Part 4 (1/2)

Everything went blank.

”Charlene?” I heard someone say. ”Charlene, please. Come back to us.”

As I opened my eyes I could see people standing around me as I lay there on the floor. The smells from the kitchen were making me sick.

”G.o.d, are you okay?” Jan asked in a worried tone while a few of the other girls on staff just stared.

”Ummayeah, I think so. What happened?” I asked as my father helped pick me up.

My father, I reminded myself again. Dear G.o.d, how could this be?

”You fainted,” he said. ”I'm sorry to have startled you so badly.”

”Do you want me to call an ambulance?” Jan asked.

”No!” I shouted. I didn't want them taking my blood. It wasn't until after I got out of the hospital that my body started to take on a different form, but since then the only doctor's visits had been to the psychiatrist. ”I mean, no, I'm okay now.”

”Are you sure?” Jan asked.

”Yeah, I'm sure. I just need a minute.”

”That's a good idea, why don't you sit down?” my father said.

”I'll leave you two alone then. Let me know if you need anything,” Jan said as she started to walk away. Everyone else seemed to follow suit. The show was over.

After everyone left and returned back to work, things settled down.

I sat there in the booth, my father across from me. He slid his hands over to reach for mine, yet I instantly reacted, drawing them back into my lap.

”What are you doing here?” I asked.

”I know it's been a long time.” He paused. ”However, I've been searching for you for years.”

”How did you find me?”

I still couldn't believe I was looking at my father for the first time in over twenty years. I thought something would happen, like he would blow up or something, but Delmara did only say I was never to see my mother and son again. She didn't say anything about my father.

”Well, at first I made some phone calls, traveled the country a few times on some leads, but nothing panned out, then through the wonderful world of the web, I found you.”

”Yeahabut how? I mean, there are billions of people out there. How did you find me through all that?”

”I stumbled across one of your poems in a magazine. Here, I tore it out and kept it all these months.”

He reached in his back pocket and pulled out his wallet. Inside the money flap was my poem folded up. He took it out and handed it to me to read: Visiting Hours at the Psych Ward I wonder if she realizes where she is

while the syringe smacks a blackberry bruise

on her skin. Looking at the red second hand

as if casting a spell on time, her eyes become

the clock; the ones you'd see in a cla.s.sroom.

She fidgets a little under her restraints, crinkling

the sanitary sheets of paper into b.a.l.l.s of snow.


What you will do
Search the records below for the word "axis". Pull out each line that has it.

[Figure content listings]
==*==

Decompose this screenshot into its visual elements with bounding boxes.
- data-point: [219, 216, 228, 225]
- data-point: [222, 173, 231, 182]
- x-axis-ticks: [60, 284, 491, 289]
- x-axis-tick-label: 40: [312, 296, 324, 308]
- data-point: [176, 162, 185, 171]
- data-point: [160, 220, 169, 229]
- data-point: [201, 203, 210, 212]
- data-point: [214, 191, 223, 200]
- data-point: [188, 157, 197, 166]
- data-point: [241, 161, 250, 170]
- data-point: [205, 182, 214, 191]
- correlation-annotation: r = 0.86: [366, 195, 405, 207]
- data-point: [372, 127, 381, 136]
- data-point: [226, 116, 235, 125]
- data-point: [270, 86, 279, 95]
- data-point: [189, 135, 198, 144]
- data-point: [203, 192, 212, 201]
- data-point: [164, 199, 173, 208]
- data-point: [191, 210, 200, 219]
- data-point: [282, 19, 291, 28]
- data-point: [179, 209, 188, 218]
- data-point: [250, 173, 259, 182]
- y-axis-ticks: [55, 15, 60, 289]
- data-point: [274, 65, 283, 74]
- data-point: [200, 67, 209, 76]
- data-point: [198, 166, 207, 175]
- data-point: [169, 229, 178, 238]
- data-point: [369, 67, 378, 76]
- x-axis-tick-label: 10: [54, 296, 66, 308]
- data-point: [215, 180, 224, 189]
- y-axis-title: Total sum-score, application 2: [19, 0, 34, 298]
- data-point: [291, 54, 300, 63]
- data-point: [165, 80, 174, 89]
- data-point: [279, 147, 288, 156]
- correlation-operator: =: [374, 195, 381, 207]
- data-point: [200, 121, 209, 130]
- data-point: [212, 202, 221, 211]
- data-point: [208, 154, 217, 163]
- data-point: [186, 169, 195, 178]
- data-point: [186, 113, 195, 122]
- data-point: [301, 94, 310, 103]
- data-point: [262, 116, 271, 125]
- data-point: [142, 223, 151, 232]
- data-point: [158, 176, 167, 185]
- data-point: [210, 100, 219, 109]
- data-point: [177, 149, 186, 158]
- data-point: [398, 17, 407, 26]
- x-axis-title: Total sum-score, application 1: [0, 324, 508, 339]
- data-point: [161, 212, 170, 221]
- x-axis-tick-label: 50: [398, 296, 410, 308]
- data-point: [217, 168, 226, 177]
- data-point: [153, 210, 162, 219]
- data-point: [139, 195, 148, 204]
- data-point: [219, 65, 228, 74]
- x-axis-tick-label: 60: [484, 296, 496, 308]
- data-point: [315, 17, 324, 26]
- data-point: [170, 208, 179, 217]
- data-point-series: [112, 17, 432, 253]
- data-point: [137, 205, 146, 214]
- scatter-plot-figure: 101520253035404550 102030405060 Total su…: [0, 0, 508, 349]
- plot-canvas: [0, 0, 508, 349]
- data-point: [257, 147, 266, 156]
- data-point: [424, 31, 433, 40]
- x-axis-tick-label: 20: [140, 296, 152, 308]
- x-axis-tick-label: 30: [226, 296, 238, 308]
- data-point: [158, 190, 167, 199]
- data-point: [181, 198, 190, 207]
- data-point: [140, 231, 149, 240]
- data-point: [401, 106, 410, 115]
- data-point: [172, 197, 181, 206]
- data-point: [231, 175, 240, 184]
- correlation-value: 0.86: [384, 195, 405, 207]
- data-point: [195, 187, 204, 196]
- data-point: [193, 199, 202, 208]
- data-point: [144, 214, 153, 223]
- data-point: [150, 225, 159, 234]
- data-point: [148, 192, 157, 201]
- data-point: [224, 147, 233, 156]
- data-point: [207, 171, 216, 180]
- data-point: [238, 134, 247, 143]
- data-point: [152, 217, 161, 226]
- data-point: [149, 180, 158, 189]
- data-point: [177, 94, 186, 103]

==*==

Completed exercise
- x-axis-ticks: [60, 284, 491, 289]
- x-axis-tick-label: 40: [312, 296, 324, 308]
- y-axis-ticks: [55, 15, 60, 289]
- x-axis-tick-label: 10: [54, 296, 66, 308]
- y-axis-title: Total sum-score, application 2: [19, 0, 34, 298]
- x-axis-title: Total sum-score, application 1: [0, 324, 508, 339]
- x-axis-tick-label: 50: [398, 296, 410, 308]
- x-axis-tick-label: 60: [484, 296, 496, 308]
- x-axis-tick-label: 20: [140, 296, 152, 308]
- x-axis-tick-label: 30: [226, 296, 238, 308]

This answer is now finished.